The Limits of Fungibility: Relational Schemata and the Value of Things
A Peter McGraw,
Philip E Tetlock and
Orie V Kristel
Journal of Consumer Research, 2003, vol. 30, issue 2, 219-29
Abstract:
Four experiments test predictions on endowment and mental accounting effects of a theoretical perspective that stresses the symbolic-relational significance for consumer transactions and that posits the placement of qualitative boundaries on fungibility. Although people accepted proposals to buy objects acquired in market-pricing relationships as routine, the same proposals in communal-sharing, authority-ranking, and equality-matching relationships triggered distress and erratically high dollar valuations. Symbolic ownership history also moderated valuations in a purely market setting, and the effects of symbolic-relational source of income extended even to spending decisions. Examination of the model's ordinal predictions revealed stronger effects for equality-matching than for authority-ranking relationships.
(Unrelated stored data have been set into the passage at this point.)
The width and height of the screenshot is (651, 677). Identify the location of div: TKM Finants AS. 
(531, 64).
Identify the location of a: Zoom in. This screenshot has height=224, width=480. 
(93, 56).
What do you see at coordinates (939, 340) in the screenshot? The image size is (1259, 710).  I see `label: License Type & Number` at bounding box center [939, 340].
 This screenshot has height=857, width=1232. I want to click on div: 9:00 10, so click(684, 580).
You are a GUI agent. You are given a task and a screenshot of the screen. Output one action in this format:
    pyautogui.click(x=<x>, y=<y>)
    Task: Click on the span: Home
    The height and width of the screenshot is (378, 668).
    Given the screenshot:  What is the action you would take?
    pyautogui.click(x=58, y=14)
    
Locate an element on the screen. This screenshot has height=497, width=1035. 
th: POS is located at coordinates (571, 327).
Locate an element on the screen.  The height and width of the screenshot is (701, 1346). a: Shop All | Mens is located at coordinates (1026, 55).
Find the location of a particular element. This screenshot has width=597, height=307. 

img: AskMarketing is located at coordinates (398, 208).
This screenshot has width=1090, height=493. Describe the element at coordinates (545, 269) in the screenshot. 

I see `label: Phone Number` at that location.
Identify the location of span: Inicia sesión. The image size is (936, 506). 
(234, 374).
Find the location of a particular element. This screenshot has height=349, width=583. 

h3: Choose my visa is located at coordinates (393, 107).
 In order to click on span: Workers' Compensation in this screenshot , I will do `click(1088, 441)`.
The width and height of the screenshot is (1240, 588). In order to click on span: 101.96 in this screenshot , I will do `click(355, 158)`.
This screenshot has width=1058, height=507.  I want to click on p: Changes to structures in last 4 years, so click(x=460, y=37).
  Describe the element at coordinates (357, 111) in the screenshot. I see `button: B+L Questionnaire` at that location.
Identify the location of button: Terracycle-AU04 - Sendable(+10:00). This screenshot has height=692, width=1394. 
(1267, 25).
Copyright 2003 by the University of Chicago.
Date: 2003
References: Add references at CitEc
Citations: View citations in EconPapers (18)
Downloads: (external link)
http://dx.doi.org/10.1086/376805 (application/pdf)
Related works:
This item may be available elsewhere in EconPapers: Search for items with the same title.
Export reference: BibTeX
RIS (EndNote, ProCite, RefMan)
HTML/Text
Persistent link: https://EconPapers.repec.org/RePEc:oup:jconrs:v:30:y:2003:i:2:p:219-29
Access Statistics for this article
Journal of Consumer Research is currently edited by Bernd Schmitt, June Cotte, Markus Giesler, Andrew Stephen and Stacy Wood
More articles in Journal of Consumer Research from Journal of Consumer Research Inc.
Bibliographic data for series maintained by ().